Climate Variability

Climate Variability

The ocean is essential to our society – it regulates the global climate, provides us with natural resources such as food, materials, important substances, and energy. It is essential for international trade and recreational and cultural activities. The ocean is estimated to be the seventh largest economy in the world. Goods and services from coastal and marine environments have been estimated at US$2.5 trillion each year worldwide. Together with human development and economic growth, increased use and overuse of ocean resources and services have exerted strong pressure on the marine environment, ranging from overfishing, unsustainable resource extraction, and alteration of coastal zones to various types of thoughtless pollution including CO2 emissions causing climate change – the ocean is warming, acidifying, deoxygenating and sea level is rising.

International cooperation in science and effective local, regional and global governance are required to protect the marine environment and promote the sustainable use of marine resources to preserve an ‘healthy’ and productive ocean to keep delivering fundamental ocean services to meet the needs of future generations. Some of the global challenges such as food security, marine community health, and material and energy supply require more science from discovery and sustained ocean observations to understanding and the development of scenarios and predictions. We need an integrated basin-scale ocean observing system to support ocean management. Coordinated basin-scale activities will lead to better modeling, monitoring, and forecasting products (e.g. through alignment of observing network activities as well as supporting data management and integration). This information needs to be assessed and recommendations for development pathways given. We need both a better understanding of ocean change and its challenges as well as more knowledge about new opportunities in order to develop towards a more sustainable relationship between humans and the ocean.

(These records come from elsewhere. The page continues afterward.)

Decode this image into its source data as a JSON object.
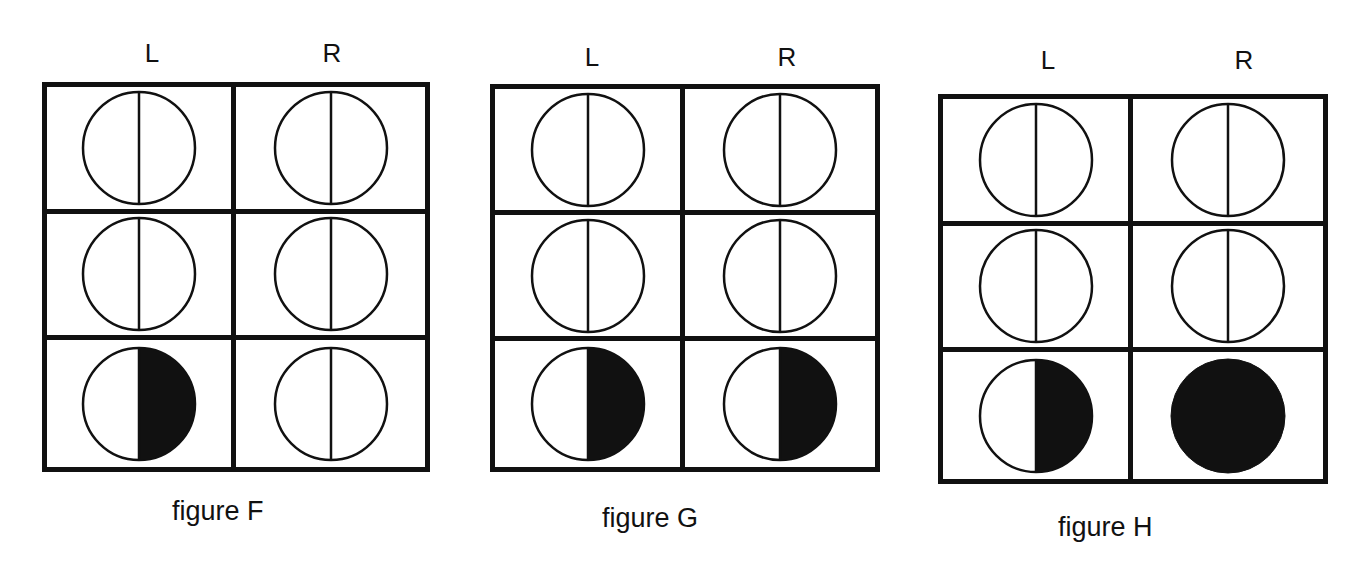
{
  "figures": [
    {
      "id": "F",
      "caption": "figure F",
      "columns": [
        "L",
        "R"
      ],
      "cells": [
        {
          "row": 1,
          "L": "half-line",
          "R": "half-line"
        },
        {
          "row": 2,
          "L": "half-line",
          "R": "half-line"
        },
        {
          "row": 3,
          "L": "right-half-filled",
          "R": "half-line"
        }
      ]
    },
    {
      "id": "G",
      "caption": "figure G",
      "columns": [
        "L",
        "R"
      ],
      "cells": [
        {
          "row": 1,
          "L": "half-line",
          "R": "half-line"
        },
        {
          "row": 2,
          "L": "half-line",
          "R": "half-line"
        },
        {
          "row": 3,
          "L": "right-half-filled",
          "R": "right-half-filled"
        }
      ]
    },
    {
      "id": "H",
      "caption": "figure H",
      "columns": [
        "L",
        "R"
      ],
      "cells": [
        {
          "row": 1,
          "L": "half-line",
          "R": "half-line"
        },
        {
          "row": 2,
          "L": "half-line",
          "R": "half-line"
        },
        {
          "row": 3,
          "L": "right-half-filled",
          "R": "fully-filled"
        }
      ]
    }
  ],
  "colors": {
    "ink": "#111111",
    "paper": "#ffffff"
  }
}
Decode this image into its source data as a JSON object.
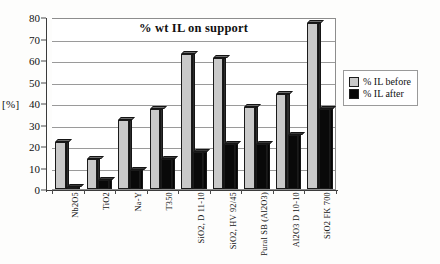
{
  "chart_data": {
    "type": "bar",
    "title": "% wt IL on support",
    "xlabel": "",
    "ylabel": "[%]",
    "ylim": [
      0,
      80
    ],
    "yticks": [
      0,
      10,
      20,
      30,
      40,
      50,
      60,
      70,
      80
    ],
    "grid": true,
    "legend_position": "right",
    "categories": [
      "Nb2O5",
      "TiO2",
      "Na-Y",
      "T350",
      "SiO2, D 11-10",
      "SiO2, HV 92/45",
      "Pural SB (Al2O3)",
      "Al2O3 D 10-10",
      "SiO2 FK 700"
    ],
    "series": [
      {
        "name": "% IL before",
        "color": "#c9c9c9",
        "values": [
          22,
          14,
          32,
          37,
          63,
          61,
          38,
          44,
          77
        ]
      },
      {
        "name": "% IL after",
        "color": "#080808",
        "values": [
          1,
          4,
          9,
          14,
          17,
          21,
          21,
          25,
          37
        ]
      }
    ]
  },
  "legend": {
    "entries": [
      {
        "label": "% IL before"
      },
      {
        "label": "% IL after"
      }
    ]
  },
  "axis": {
    "y_title": "[%]",
    "y_tick_labels": [
      "0",
      "10",
      "20",
      "30",
      "40",
      "50",
      "60",
      "70",
      "80"
    ]
  }
}
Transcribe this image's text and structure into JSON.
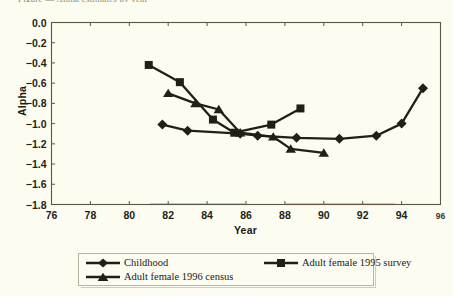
{
  "page": {
    "cut_title_fragment": "Figure — Alpha estimates by year",
    "background_color": "#fdfcf0",
    "ink_color": "#231f16"
  },
  "chart_data": {
    "type": "line",
    "title": "",
    "xlabel": "Year",
    "ylabel": "Alpha",
    "xlim": [
      76,
      96
    ],
    "ylim": [
      -1.8,
      0.0
    ],
    "xticks": [
      76,
      78,
      80,
      82,
      84,
      86,
      88,
      90,
      92,
      94,
      96
    ],
    "xtick_labels": [
      "76",
      "78",
      "80",
      "82",
      "84",
      "86",
      "88",
      "90",
      "92",
      "94",
      "96"
    ],
    "yticks": [
      0.0,
      -0.2,
      -0.4,
      -0.6,
      -0.8,
      -1.0,
      -1.2,
      -1.4,
      -1.6,
      -1.8
    ],
    "ytick_labels": [
      "0.0",
      "-0.2",
      "-0.4",
      "-0.6",
      "-0.8",
      "-1.0",
      "-1.2",
      "-1.4",
      "-1.6",
      "-1.8"
    ],
    "grid": false,
    "legend_position": "below-plot",
    "series": [
      {
        "name": "Childhood",
        "marker": "diamond",
        "x": [
          81.7,
          83.0,
          85.7,
          86.6,
          88.6,
          90.8,
          92.7,
          94.0,
          95.1
        ],
        "y": [
          -1.01,
          -1.07,
          -1.1,
          -1.12,
          -1.14,
          -1.15,
          -1.12,
          -1.0,
          -0.65
        ]
      },
      {
        "name": "Adult female 1995 survey",
        "marker": "square",
        "x": [
          81.0,
          82.6,
          84.3,
          85.4,
          87.3,
          88.8
        ],
        "y": [
          -0.42,
          -0.59,
          -0.96,
          -1.09,
          -1.01,
          -0.85
        ]
      },
      {
        "name": "Adult female 1996 census",
        "marker": "triangle",
        "x": [
          82.0,
          83.4,
          84.6,
          85.7,
          87.4,
          88.3,
          90.0
        ],
        "y": [
          -0.7,
          -0.8,
          -0.86,
          -1.09,
          -1.13,
          -1.25,
          -1.29
        ]
      }
    ]
  },
  "legend": {
    "items": [
      {
        "label": "Childhood",
        "marker": "diamond"
      },
      {
        "label": "Adult female 1995 survey",
        "marker": "square"
      },
      {
        "label": "Adult female 1996 census",
        "marker": "triangle"
      }
    ]
  }
}
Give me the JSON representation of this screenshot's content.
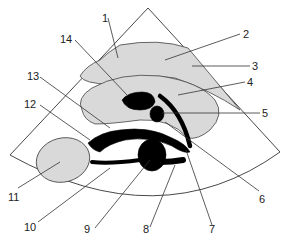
{
  "figure": {
    "type": "ultrasound-schematic",
    "colors": {
      "background": "#ffffff",
      "organ_fill": "#d9d9d9",
      "vessel_fill": "#000000",
      "line": "#333333"
    },
    "labels": [
      {
        "id": "1",
        "text": "1"
      },
      {
        "id": "2",
        "text": "2"
      },
      {
        "id": "3",
        "text": "3"
      },
      {
        "id": "4",
        "text": "4"
      },
      {
        "id": "5",
        "text": "5"
      },
      {
        "id": "6",
        "text": "6"
      },
      {
        "id": "7",
        "text": "7"
      },
      {
        "id": "8",
        "text": "8"
      },
      {
        "id": "9",
        "text": "9"
      },
      {
        "id": "10",
        "text": "10"
      },
      {
        "id": "11",
        "text": "11"
      },
      {
        "id": "12",
        "text": "12"
      },
      {
        "id": "13",
        "text": "13"
      },
      {
        "id": "14",
        "text": "14"
      }
    ]
  }
}
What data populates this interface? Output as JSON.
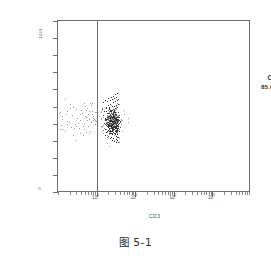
{
  "figure": {
    "caption": "图 5-1"
  },
  "chart_data": {
    "type": "scatter",
    "title": "",
    "subtitle": "",
    "xlabel": "CD3",
    "ylabel": "FS LIN",
    "xscale": "log",
    "yscale": "linear",
    "xlim": [
      1,
      10000
    ],
    "ylim": [
      0,
      1023
    ],
    "x_tick_labels": [
      "10",
      "10",
      "10",
      "10"
    ],
    "x_tick_exponents": [
      "0",
      "1",
      "2",
      "3"
    ],
    "x_tick_values": [
      1,
      10,
      100,
      1000
    ],
    "y_tick_labels": [
      "1023",
      "0"
    ],
    "y_tick_values": [
      1023,
      0
    ],
    "grid": false,
    "legend": "none",
    "gate": {
      "type": "vertical-threshold",
      "x_value": 1,
      "region_name": "C",
      "region_percent": "85.6%"
    },
    "annotations": [
      {
        "label": "C",
        "value": "85.6%",
        "x": 400,
        "y": 790
      }
    ],
    "series": [
      {
        "name": "CD3 positive cluster",
        "description": "dense cell population right of gate",
        "n_points": 430,
        "x_center": 2.6,
        "y_center": 430,
        "points": [
          [
            1.38,
            498
          ],
          [
            1.55,
            489
          ],
          [
            1.72,
            505
          ],
          [
            1.9,
            476
          ],
          [
            2.08,
            512
          ],
          [
            2.25,
            467
          ],
          [
            2.42,
            493
          ],
          [
            2.6,
            481
          ],
          [
            2.78,
            460
          ],
          [
            2.95,
            503
          ],
          [
            3.12,
            471
          ],
          [
            3.3,
            452
          ],
          [
            1.45,
            462
          ],
          [
            1.62,
            447
          ],
          [
            1.8,
            441
          ],
          [
            1.98,
            455
          ],
          [
            2.15,
            430
          ],
          [
            2.33,
            438
          ],
          [
            2.5,
            424
          ],
          [
            2.68,
            446
          ],
          [
            2.86,
            418
          ],
          [
            3.04,
            434
          ],
          [
            3.21,
            409
          ],
          [
            3.4,
            426
          ],
          [
            1.52,
            418
          ],
          [
            1.7,
            404
          ],
          [
            1.88,
            412
          ],
          [
            2.05,
            396
          ],
          [
            2.22,
            407
          ],
          [
            2.4,
            389
          ],
          [
            2.58,
            400
          ],
          [
            2.75,
            383
          ],
          [
            2.93,
            394
          ],
          [
            3.1,
            377
          ],
          [
            3.28,
            386
          ],
          [
            3.45,
            370
          ],
          [
            1.6,
            380
          ],
          [
            1.78,
            366
          ],
          [
            1.95,
            374
          ],
          [
            2.13,
            358
          ],
          [
            2.3,
            369
          ],
          [
            2.48,
            351
          ],
          [
            2.65,
            362
          ],
          [
            2.83,
            345
          ],
          [
            3.0,
            356
          ],
          [
            3.18,
            340
          ],
          [
            3.35,
            349
          ],
          [
            3.52,
            334
          ],
          [
            1.68,
            345
          ],
          [
            1.85,
            332
          ],
          [
            2.02,
            340
          ],
          [
            2.2,
            325
          ],
          [
            2.38,
            336
          ],
          [
            2.55,
            318
          ],
          [
            2.72,
            329
          ],
          [
            2.9,
            312
          ],
          [
            3.08,
            323
          ],
          [
            3.25,
            306
          ],
          [
            3.42,
            316
          ],
          [
            3.6,
            301
          ],
          [
            1.75,
            512
          ],
          [
            1.92,
            524
          ],
          [
            2.1,
            508
          ],
          [
            2.28,
            531
          ],
          [
            2.45,
            516
          ],
          [
            2.63,
            540
          ],
          [
            2.8,
            520
          ],
          [
            2.98,
            546
          ],
          [
            3.15,
            525
          ],
          [
            3.33,
            552
          ],
          [
            3.5,
            528
          ],
          [
            3.68,
            558
          ],
          [
            1.48,
            540
          ],
          [
            1.65,
            556
          ],
          [
            1.83,
            548
          ],
          [
            2.0,
            564
          ],
          [
            2.18,
            552
          ],
          [
            2.35,
            572
          ],
          [
            2.53,
            560
          ],
          [
            2.7,
            580
          ],
          [
            2.88,
            566
          ],
          [
            3.05,
            588
          ],
          [
            3.23,
            572
          ],
          [
            3.4,
            594
          ]
        ]
      },
      {
        "name": "CD3 negative scattered events",
        "description": "sparse events left of gate",
        "n_points": 38,
        "points": [
          [
            0.1,
            455
          ],
          [
            0.13,
            438
          ],
          [
            0.16,
            470
          ],
          [
            0.19,
            425
          ],
          [
            0.23,
            462
          ],
          [
            0.27,
            410
          ],
          [
            0.31,
            448
          ],
          [
            0.36,
            432
          ],
          [
            0.41,
            478
          ],
          [
            0.46,
            418
          ],
          [
            0.52,
            452
          ],
          [
            0.58,
            396
          ],
          [
            0.64,
            440
          ],
          [
            0.71,
            424
          ],
          [
            0.12,
            402
          ],
          [
            0.17,
            486
          ],
          [
            0.22,
            390
          ],
          [
            0.29,
            500
          ],
          [
            0.34,
            384
          ],
          [
            0.4,
            494
          ],
          [
            0.48,
            378
          ],
          [
            0.56,
            506
          ],
          [
            0.66,
            372
          ],
          [
            0.76,
            488
          ],
          [
            0.09,
            418
          ],
          [
            0.15,
            368
          ],
          [
            0.25,
            512
          ],
          [
            0.38,
            360
          ],
          [
            0.5,
            520
          ],
          [
            0.62,
            356
          ],
          [
            0.74,
            468
          ],
          [
            0.83,
            440
          ],
          [
            0.88,
            410
          ],
          [
            0.92,
            480
          ],
          [
            0.95,
            430
          ],
          [
            0.2,
            530
          ],
          [
            0.44,
            348
          ],
          [
            0.68,
            538
          ]
        ]
      }
    ]
  }
}
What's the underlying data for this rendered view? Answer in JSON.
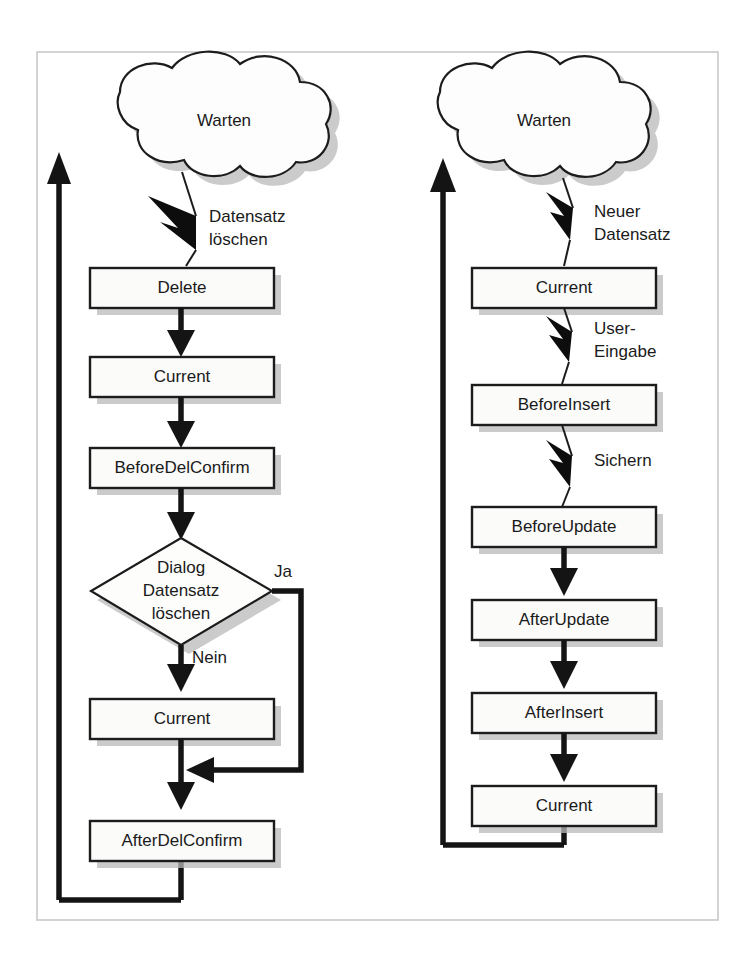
{
  "figure": {
    "frame": {
      "x": 37,
      "y": 52,
      "width": 681,
      "height": 868
    }
  },
  "left_flow": {
    "name": "delete-flow",
    "start_cloud": "Warten",
    "end_cloud": "Warten",
    "nodes": [
      {
        "id": "delete",
        "label": "Delete",
        "shape": "process"
      },
      {
        "id": "current1",
        "label": "Current",
        "shape": "process"
      },
      {
        "id": "beforedelconfirm",
        "label": "BeforeDelConfirm",
        "shape": "process"
      },
      {
        "id": "dialog",
        "label": "Dialog Datensatz löschen",
        "label_lines": [
          "Dialog",
          "Datensatz",
          "löschen"
        ],
        "shape": "decision"
      },
      {
        "id": "current2",
        "label": "Current",
        "shape": "process"
      },
      {
        "id": "afterdelconfirm",
        "label": "AfterDelConfirm",
        "shape": "process"
      }
    ],
    "edge_labels": {
      "trigger": "Datensatz löschen",
      "trigger_lines": [
        "Datensatz",
        "löschen"
      ],
      "yes": "Ja",
      "no": "Nein"
    }
  },
  "right_flow": {
    "name": "insert-flow",
    "start_cloud": "Warten",
    "nodes": [
      {
        "id": "current1",
        "label": "Current",
        "shape": "process"
      },
      {
        "id": "beforeinsert",
        "label": "BeforeInsert",
        "shape": "process"
      },
      {
        "id": "beforeupdate",
        "label": "BeforeUpdate",
        "shape": "process"
      },
      {
        "id": "afterupdate",
        "label": "AfterUpdate",
        "shape": "process"
      },
      {
        "id": "afterinsert",
        "label": "AfterInsert",
        "shape": "process"
      },
      {
        "id": "current2",
        "label": "Current",
        "shape": "process"
      }
    ],
    "edge_labels": {
      "trigger1": "Neuer Datensatz",
      "trigger1_lines": [
        "Neuer",
        "Datensatz"
      ],
      "trigger2": "User-Eingabe",
      "trigger2_lines": [
        "User-",
        "Eingabe"
      ],
      "trigger3": "Sichern",
      "trigger3_lines": [
        "Sichern"
      ]
    }
  },
  "colors": {
    "ink": "#141414",
    "box_fill": "#fbfbfa",
    "shadow": "#b9b9b9",
    "frame": "#c9c9c9",
    "page": "#ffffff"
  }
}
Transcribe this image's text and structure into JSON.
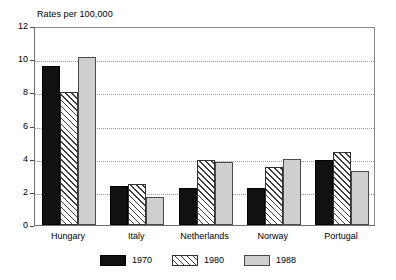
{
  "chart_data": {
    "type": "bar",
    "title": "Rates per 100,000",
    "xlabel": "",
    "ylabel": "",
    "ylim": [
      0,
      12
    ],
    "yticks": [
      0,
      2,
      4,
      6,
      8,
      10,
      12
    ],
    "grid": "horizontal-dotted",
    "legend_position": "bottom-center",
    "categories": [
      "Hungary",
      "Italy",
      "Netherlands",
      "Norway",
      "Portugal"
    ],
    "series": [
      {
        "name": "1970",
        "style": "solid-black",
        "color": "#111111",
        "values": [
          9.6,
          2.35,
          2.25,
          2.25,
          3.9
        ]
      },
      {
        "name": "1980",
        "style": "diagonal-hatch",
        "color": "#ffffff",
        "values": [
          8.0,
          2.5,
          3.9,
          3.5,
          4.4
        ]
      },
      {
        "name": "1988",
        "style": "solid-gray",
        "color": "#cfcfcf",
        "values": [
          10.15,
          1.7,
          3.8,
          4.0,
          3.25
        ]
      }
    ]
  },
  "axis": {
    "y_tick_labels": [
      "12",
      "10",
      "8",
      "6",
      "4",
      "2",
      "0"
    ]
  },
  "legend": {
    "items": [
      {
        "label": "1970"
      },
      {
        "label": "1980"
      },
      {
        "label": "1988"
      }
    ]
  }
}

How do we move from an unsustainable human-ocean interaction towards a world where sustainability is key and ocean-ecosystem-services are valued and preserved? A profitable approach is to fully implement an ocean value chain from observations via understanding to information, from information to scenarios to knowledge and from ocean knowledge to societal action.

Two crucial elements of the value chain are the All-Atlantic Ocean Observing System (AtlantOS), a community-based program to support the implementation of an integrated basin-scale observing system ‘that benefits all of us living, working and relying on the ocean’. AtlantOS is working to support the ocean community to enhance and sustain basin-scale ocean observing in the Atlantic as a contribution to the Global Ocean Observing System (GOOS) and similar programs and promotes the GEO Blue Planet activity. How can we transform current ocean observing from a niche action to the societal norm? A second important element is the concept of a Digital Twin of the Ocean as the next step in the value chain, filling the need to integrate a wide range of data and information sources (from physics to ecology through biology, chemistry and geology, as well as from social or economic sciences and business operators), to transform data into knowledge and to connect, engage, and empower citizens, governments and industries by providing them with the capacity to inform their decisions with the goal to arrive at a more sustainable ocean governing system. Neither AtlantOS nor the Digital Twin Ocean can succeed without full engagement of the ocean community including the Global North and Global South, actors from academia, business, civil society, indigenous and communities of practice. The upcoming UN Decade of Ocean Sciences for Sustainable Development provides a once in a lifetime opportunity to advance such agendas in the Atlantic and around the globe.